ASOs are used to define service provider or customer visible network control (policy) that is common between sets of AA subscribers (for example, upstream/downstream bandwidth for a tier of AA service). ASO definition decouples every AA subscriber from needing subscriber-specific entries in the AQP for standard network services.
As an example, an operator can define an ASO called ServiceTier to define various HSI services (Super, Lite, and so on) (Figure: Configuration example A). The operator can then reference these defined ASOs when creating the App Profiles that are assigned to AA subscribers (Figure: Configuration example B).
Then, the defined ASOs are used in the AQP definition to determine the needed treatment or policy (Figure: AQP definition example).
Alternatively, if ASOs were not used in the previous example, then the operator would have to define a unique AQP entry for every subscriber. Each of these AQPs has its ‟match” criteria setup to point to the subscriber ID, while the action for all of these unique AQPs is the same for the same service (for Tier 1 service, the policer bandwidth is the same for all Tier 1 AA subscribers) (Figure: Single ASO example).
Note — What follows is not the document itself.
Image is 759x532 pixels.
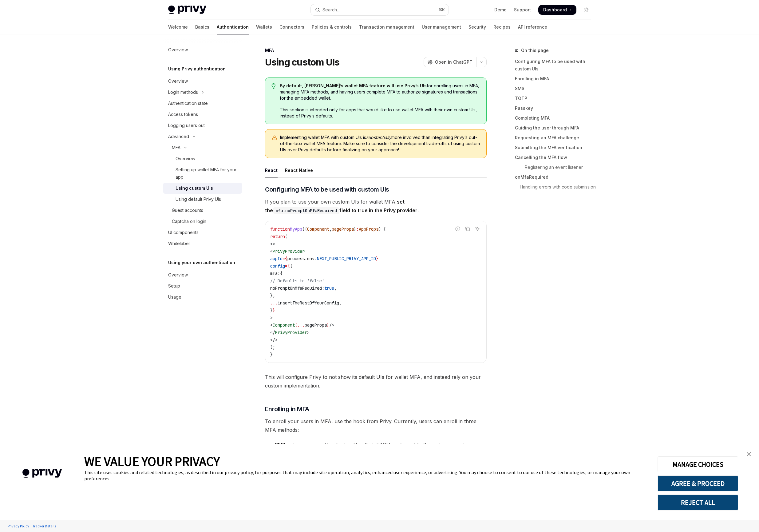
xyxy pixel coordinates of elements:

The example in Figure: Single ASO example, shows how the use of just a single ASO can save the user from having to provision an AQP entry every time a subscriber is created.
Other example uses of ASO entries include:
entry per application group that is to be managed, such as VoIP, P2P, HTTP
several entries where specific applications within an application group can individually be managed as service parameters, for example, HTTP content from a specific content provider, or streaming video from network television or games
HSI tiers (for example, Gold, Silver, and Bronze for specifying bandwidth levels)
VPN customer ID
Application characteristics are defined as specific to the services offered within the operator network. The operator defines ASO characteristics and assigns to each ASO one or more values to define service offering to the customers.
The following are the main elements of an ASO:
A unique name is applied to each characteristic.
The name is unique to the group-partition-policy, but the expectation is that characteristics are consistent network wide.
Operator-defined values (variables) are defined for each characteristic and are unique to each characteristic. A default value must be specified from the set of the values configured.
The following lists how ASO characteristics are used:
Application service options are used as input to application profiles.
AQP rule sets also use the ASO characteristics to influence how specific traffic is inspected and policies applied.
Multiple ASO characteristic values are allowed in a single rule.
Syntax checking is performed when defining application profiles and AQPs that include application characteristics. This ensures:
The characteristic is correctly identified.
In an app-profile and app-qos-policy when specifying a characteristic, the value must be specified. The ‟default-value” applies if a characteristic is not specified within an app-profile.